Tuesday, 22 January 2013

Diabetes



Diabetes mellitus, or simply diabetes, is a group of metabolic diseases in which a person has high blood sugar, either because the pancreas does not produce enough insulin, or because cells do not respond to the insulin that is produced.This high blood sugar produces the classical symptoms of polyuria (frequent urination), polydipsia (increased thirst) and polyphagia (increased hunger).
Diabetes is a costly, complex, and devastating chronic illness that poses a major public health problem.  Diabetes affects over 475,000 adults and 4,500 children.

Monday, 21 January 2013

Signs and symptoms of Diabetes :

The classic symptoms of untreated diabetes are loss of weight, polyuria (frequent urination), polydipsia (increased thirst) and polyphagia (increased hunger). Symptoms may develop rapidly (weeks or months) in type 1 diabetes, while they usually develop much more slowly and may be subtle or absent in type 2 diabetes.

Prolonged high blood glucose can cause glucose absorption in the lens of the eye, which leads to changes in its shape, resulting in vision changes. Blurred vision is a common complaint leading to a diabetes diagnosis; type 1 should always be suspected in cases of rapid vision change, whereas with type 2 change is generally more gradual, but should still be suspected[citation needed]. A number of skin rashes that can occur in diabetes are collectively known as diabetic dermadromes.





Learn About Hepatitis.

There are several types of Hepatitis:

  • Hepatitis "A"
  • Hepatitis "B"
  • Hepatitis "C"
  • Hepatitis "D"
  • Hepatitis "E"    

Spread .

Hepatitis can spread in a vartiety of ways. Here is a chart which summarizes some basic facts about viral hepatitis.

Sunday, 20 January 2013

Threat of Influenza:

“The leaves will fall, the wind blows, and the farm country slowly changes from the summer cottons into its winter woods.
Spring, summer, autumn and winter, every season has its specific features. As the seasonal change brings environmental change, it also brings some epidemics. Everyone should be well informed about the effects which seasonal change can have on routine life style of an individual.




How Is HIV Transmitted Through Body Fluids?



HIV is transmitted through body fluids in very specific ways:

  • During pregnancy, childbirth, or breastfeeding:
Babies have constant contact with their mother’s body fluids-including amniotic fluid and blood-throughout pregnancy and childbirth. After birth, infants can get HIV from drinking infected breast milk.

  • As a result of injection drug use:
Injecting drugs puts you in contact with blood-your own and others, if you share needles and “works”. Needles or drugs that are contaminated with HIV-infected blood can deliver the virus directly into your body.

  • As a result of occupational exposure:
Healthcare workers have the greatest risk for this type of HIV transmission. If you work in a healthcare setting, you can come into contact with infected blood or other fluids through needle sticks or cuts. A few healthcare workers have been infected when body fluids splashed into their eyes, mouth, or into an open sore or cut.

  • As a result of a blood transfusion with infected blood or an organ transplant from an infected donor:
Screening requirements make both of these forms of HIV transmission very rare in the United States.

  • During sexual contact:
You need to know that it’s much easier to get HIV (or to give it to someone else), if you have a sexually transmitted disease (STD).

HIV AIDS Virus - Structure.





What is HIV AIDS?


To understand what HIV is, let’s break it down:
HHuman – This particular virus can only infect human beings.
IImmunodeficiency – HIV weakens your immune system by destroying important cells that fight disease and infection. A "deficient" immune system can't protect you.
VVirus – A virus can only reproduce itself by taking over a cell in the body of its host.
Human Immunodeficiency Virus is a lot like other viruses, including those that cause the "flu" or the common cold. But there is an important difference – over time, your immune system can clear most viruses out of your body. That isn't the case with HIV – the human immune system can't seem to get rid of it. Scientists are still trying to figure out why.
We know that HIV can hide for long periods of time in the cells of your body and that it attacks a key part of your immune system – your T-cells or CD4 cells. Your body has to have these cells to fight infections and disease, but HIV invades them, uses them to make more copies of itself, and then destroys them.
Over time, HIV can destroy so many of your CD4 cells that your body can't fight infections and diseases anymore. When that happens, HIV infection can lead to AIDS.

Signs and symptoms of Tuberculosis(TB)


 

About 5–10% of those without HIV, infected with tuberculosis, develop active disease during their lifetimes. In contrast, 30% of those coinfected with HIV develop active disease. Tuberculosis may infect any part of the body, but most commonly occurs in the lungs (known as pulmonary tuberculosis).Extrapulmonary TB occurs when tuberculosis develops outside of the lungs. Extrapulmonary TB may coexist with pulmonary TB as well.General signs and symptoms include fever, chills, night sweats, loss of appetite, weight loss, and fatigue, and significant finger clubbing may also occur.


* **Your objective**
Leaving the pictures aside, repeat every line below exactly.

--- Source data Enclosed Below ---

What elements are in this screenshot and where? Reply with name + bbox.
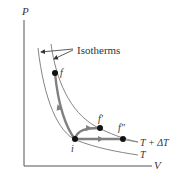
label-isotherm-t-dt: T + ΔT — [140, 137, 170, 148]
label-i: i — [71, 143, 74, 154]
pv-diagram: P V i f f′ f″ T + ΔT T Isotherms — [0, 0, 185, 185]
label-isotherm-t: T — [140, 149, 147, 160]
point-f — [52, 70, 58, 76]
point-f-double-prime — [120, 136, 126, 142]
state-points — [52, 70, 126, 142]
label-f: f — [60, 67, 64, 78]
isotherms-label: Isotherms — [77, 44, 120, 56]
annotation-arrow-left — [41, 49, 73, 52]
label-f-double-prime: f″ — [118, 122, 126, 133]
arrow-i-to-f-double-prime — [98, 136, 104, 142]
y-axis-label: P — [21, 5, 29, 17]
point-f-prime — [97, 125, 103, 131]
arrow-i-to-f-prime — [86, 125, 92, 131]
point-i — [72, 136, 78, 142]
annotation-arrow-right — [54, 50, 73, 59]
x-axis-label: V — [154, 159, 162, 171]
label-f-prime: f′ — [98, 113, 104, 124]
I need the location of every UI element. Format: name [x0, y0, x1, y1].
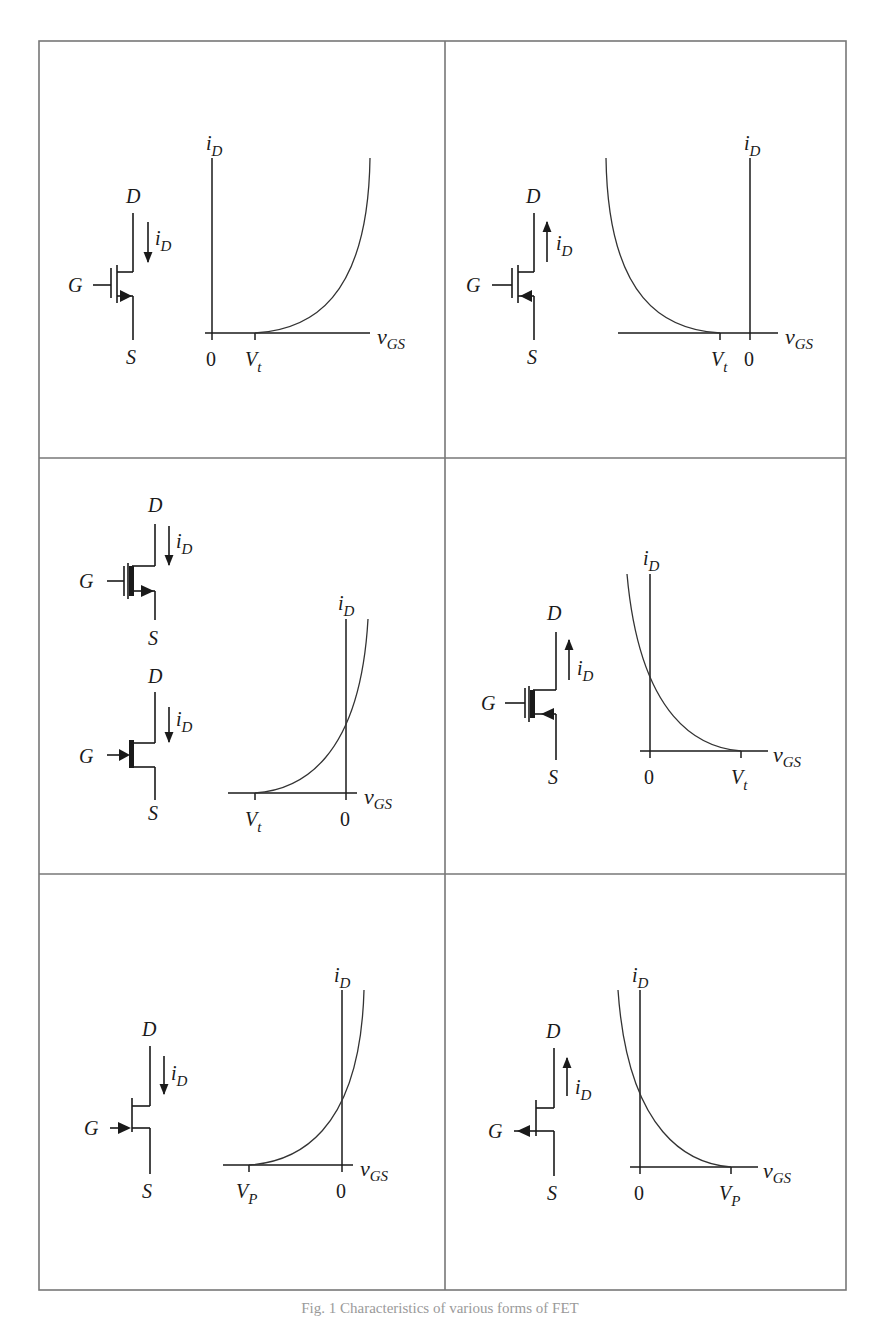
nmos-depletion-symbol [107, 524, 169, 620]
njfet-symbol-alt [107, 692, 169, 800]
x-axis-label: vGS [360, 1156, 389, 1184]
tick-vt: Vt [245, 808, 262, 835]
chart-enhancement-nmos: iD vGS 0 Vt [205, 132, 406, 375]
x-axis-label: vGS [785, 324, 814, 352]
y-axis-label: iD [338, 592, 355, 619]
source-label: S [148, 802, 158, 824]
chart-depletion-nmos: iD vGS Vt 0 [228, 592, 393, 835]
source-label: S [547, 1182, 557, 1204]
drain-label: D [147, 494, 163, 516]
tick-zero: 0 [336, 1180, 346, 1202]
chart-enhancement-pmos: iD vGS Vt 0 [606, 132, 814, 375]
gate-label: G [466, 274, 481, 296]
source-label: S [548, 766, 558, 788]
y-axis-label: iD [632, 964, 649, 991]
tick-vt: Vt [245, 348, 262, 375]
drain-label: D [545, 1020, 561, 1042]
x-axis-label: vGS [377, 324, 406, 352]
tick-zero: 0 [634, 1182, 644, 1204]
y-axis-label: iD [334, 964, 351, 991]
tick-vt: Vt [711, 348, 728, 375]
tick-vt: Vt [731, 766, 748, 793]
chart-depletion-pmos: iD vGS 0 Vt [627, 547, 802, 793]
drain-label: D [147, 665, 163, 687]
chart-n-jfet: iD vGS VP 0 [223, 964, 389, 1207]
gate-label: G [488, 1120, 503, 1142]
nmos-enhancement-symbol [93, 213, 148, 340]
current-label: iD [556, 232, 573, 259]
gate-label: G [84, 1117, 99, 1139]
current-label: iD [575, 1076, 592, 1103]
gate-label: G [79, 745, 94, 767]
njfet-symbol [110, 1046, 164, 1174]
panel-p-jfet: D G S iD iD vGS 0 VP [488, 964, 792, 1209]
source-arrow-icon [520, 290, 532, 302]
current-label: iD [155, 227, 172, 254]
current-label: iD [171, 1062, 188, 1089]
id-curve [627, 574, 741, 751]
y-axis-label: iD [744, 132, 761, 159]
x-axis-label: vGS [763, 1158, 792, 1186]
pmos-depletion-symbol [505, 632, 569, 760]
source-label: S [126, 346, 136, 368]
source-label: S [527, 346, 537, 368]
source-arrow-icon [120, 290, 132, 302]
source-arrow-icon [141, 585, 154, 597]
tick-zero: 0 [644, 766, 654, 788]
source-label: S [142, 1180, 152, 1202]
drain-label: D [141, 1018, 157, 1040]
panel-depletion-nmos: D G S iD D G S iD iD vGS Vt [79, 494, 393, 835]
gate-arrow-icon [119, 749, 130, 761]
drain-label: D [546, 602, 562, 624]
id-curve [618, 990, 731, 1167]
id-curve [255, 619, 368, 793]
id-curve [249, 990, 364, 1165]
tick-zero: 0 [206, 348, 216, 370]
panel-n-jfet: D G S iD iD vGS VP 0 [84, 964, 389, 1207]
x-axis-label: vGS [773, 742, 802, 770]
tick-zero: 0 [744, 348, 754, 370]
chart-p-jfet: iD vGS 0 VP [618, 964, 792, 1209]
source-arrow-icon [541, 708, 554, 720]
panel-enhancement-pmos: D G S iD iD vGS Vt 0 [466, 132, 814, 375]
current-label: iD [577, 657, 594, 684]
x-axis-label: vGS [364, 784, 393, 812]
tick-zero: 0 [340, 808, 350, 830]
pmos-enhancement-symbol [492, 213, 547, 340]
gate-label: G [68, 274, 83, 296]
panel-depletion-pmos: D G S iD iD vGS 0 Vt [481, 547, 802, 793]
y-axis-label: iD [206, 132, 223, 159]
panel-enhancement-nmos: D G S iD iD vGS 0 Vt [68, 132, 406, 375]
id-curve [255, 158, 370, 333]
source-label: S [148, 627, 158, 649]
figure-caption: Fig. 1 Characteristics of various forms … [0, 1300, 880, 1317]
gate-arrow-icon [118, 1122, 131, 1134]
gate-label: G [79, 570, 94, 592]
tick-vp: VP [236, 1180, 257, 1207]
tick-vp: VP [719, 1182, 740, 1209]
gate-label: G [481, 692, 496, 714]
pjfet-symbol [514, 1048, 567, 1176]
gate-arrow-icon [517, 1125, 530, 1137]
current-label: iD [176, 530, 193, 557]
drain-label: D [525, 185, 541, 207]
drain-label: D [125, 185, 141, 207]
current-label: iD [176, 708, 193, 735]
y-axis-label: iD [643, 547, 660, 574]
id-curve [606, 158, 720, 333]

--- End of Enclosed Source data ---

* **Result for this task**
What elements are in this screenshot and where? Reply with name + bbox.
label-isotherm-t-dt: T + ΔT — [140, 137, 170, 148]
label-i: i — [71, 143, 74, 154]
pv-diagram: P V i f f′ f″ T + ΔT T Isotherms — [0, 0, 185, 185]
label-isotherm-t: T — [140, 149, 147, 160]
point-f — [52, 70, 58, 76]
point-f-double-prime — [120, 136, 126, 142]
state-points — [52, 70, 126, 142]
label-f: f — [60, 67, 64, 78]
isotherms-label: Isotherms — [77, 44, 120, 56]
annotation-arrow-left — [41, 49, 73, 52]
label-f-double-prime: f″ — [118, 122, 126, 133]
arrow-i-to-f-double-prime — [98, 136, 104, 142]
y-axis-label: P — [21, 5, 29, 17]
point-f-prime — [97, 125, 103, 131]
arrow-i-to-f-prime — [86, 125, 92, 131]
point-i — [72, 136, 78, 142]
annotation-arrow-right — [54, 50, 73, 59]
x-axis-label: V — [154, 159, 162, 171]
label-f-prime: f′ — [98, 113, 104, 124]
I need the location of every UI element. Format: name [x0, y0, x1, y1].
nmos-depletion-symbol [107, 524, 169, 620]
njfet-symbol-alt [107, 692, 169, 800]
x-axis-label: vGS [360, 1156, 389, 1184]
tick-vt: Vt [245, 808, 262, 835]
chart-enhancement-nmos: iD vGS 0 Vt [205, 132, 406, 375]
x-axis-label: vGS [785, 324, 814, 352]
y-axis-label: iD [338, 592, 355, 619]
source-label: S [148, 802, 158, 824]
chart-depletion-nmos: iD vGS Vt 0 [228, 592, 393, 835]
source-label: S [547, 1182, 557, 1204]
drain-label: D [147, 494, 163, 516]
tick-zero: 0 [336, 1180, 346, 1202]
chart-enhancement-pmos: iD vGS Vt 0 [606, 132, 814, 375]
gate-label: G [466, 274, 481, 296]
source-label: S [548, 766, 558, 788]
y-axis-label: iD [632, 964, 649, 991]
tick-vt: Vt [245, 348, 262, 375]
drain-label: D [545, 1020, 561, 1042]
x-axis-label: vGS [377, 324, 406, 352]
tick-zero: 0 [634, 1182, 644, 1204]
y-axis-label: iD [334, 964, 351, 991]
tick-vt: Vt [711, 348, 728, 375]
tick-vt: Vt [731, 766, 748, 793]
chart-depletion-pmos: iD vGS 0 Vt [627, 547, 802, 793]
drain-label: D [147, 665, 163, 687]
chart-n-jfet: iD vGS VP 0 [223, 964, 389, 1207]
gate-label: G [488, 1120, 503, 1142]
nmos-enhancement-symbol [93, 213, 148, 340]
current-label: iD [556, 232, 573, 259]
gate-label: G [84, 1117, 99, 1139]
current-label: iD [575, 1076, 592, 1103]
gate-label: G [79, 745, 94, 767]
njfet-symbol [110, 1046, 164, 1174]
panel-p-jfet: D G S iD iD vGS 0 VP [488, 964, 792, 1209]
source-arrow-icon [520, 290, 532, 302]
current-label: iD [155, 227, 172, 254]
current-label: iD [171, 1062, 188, 1089]
id-curve [627, 574, 741, 751]
y-axis-label: iD [744, 132, 761, 159]
x-axis-label: vGS [763, 1158, 792, 1186]
pmos-depletion-symbol [505, 632, 569, 760]
source-label: S [126, 346, 136, 368]
source-label: S [527, 346, 537, 368]
source-arrow-icon [120, 290, 132, 302]
source-arrow-icon [141, 585, 154, 597]
tick-zero: 0 [644, 766, 654, 788]
source-label: S [142, 1180, 152, 1202]
drain-label: D [141, 1018, 157, 1040]
panel-depletion-nmos: D G S iD D G S iD iD vGS Vt [79, 494, 393, 835]
gate-arrow-icon [119, 749, 130, 761]
drain-label: D [546, 602, 562, 624]
id-curve [618, 990, 731, 1167]
id-curve [255, 619, 368, 793]
id-curve [249, 990, 364, 1165]
tick-zero: 0 [206, 348, 216, 370]
panel-n-jfet: D G S iD iD vGS VP 0 [84, 964, 389, 1207]
x-axis-label: vGS [773, 742, 802, 770]
tick-zero: 0 [744, 348, 754, 370]
chart-p-jfet: iD vGS 0 VP [618, 964, 792, 1209]
source-arrow-icon [541, 708, 554, 720]
panel-enhancement-pmos: D G S iD iD vGS Vt 0 [466, 132, 814, 375]
current-label: iD [577, 657, 594, 684]
x-axis-label: vGS [364, 784, 393, 812]
tick-zero: 0 [340, 808, 350, 830]
pmos-enhancement-symbol [492, 213, 547, 340]
gate-label: G [68, 274, 83, 296]
panel-depletion-pmos: D G S iD iD vGS 0 Vt [481, 547, 802, 793]
y-axis-label: iD [206, 132, 223, 159]
panel-enhancement-nmos: D G S iD iD vGS 0 Vt [68, 132, 406, 375]
id-curve [255, 158, 370, 333]
source-label: S [148, 627, 158, 649]
figure-caption: Fig. 1 Characteristics of various forms … [0, 1300, 880, 1317]
gate-arrow-icon [118, 1122, 131, 1134]
gate-label: G [79, 570, 94, 592]
tick-vp: VP [236, 1180, 257, 1207]
tick-vp: VP [719, 1182, 740, 1209]
gate-label: G [481, 692, 496, 714]
pjfet-symbol [514, 1048, 567, 1176]
gate-arrow-icon [517, 1125, 530, 1137]
current-label: iD [176, 530, 193, 557]
drain-label: D [525, 185, 541, 207]
drain-label: D [125, 185, 141, 207]
current-label: iD [176, 708, 193, 735]
y-axis-label: iD [643, 547, 660, 574]
id-curve [606, 158, 720, 333]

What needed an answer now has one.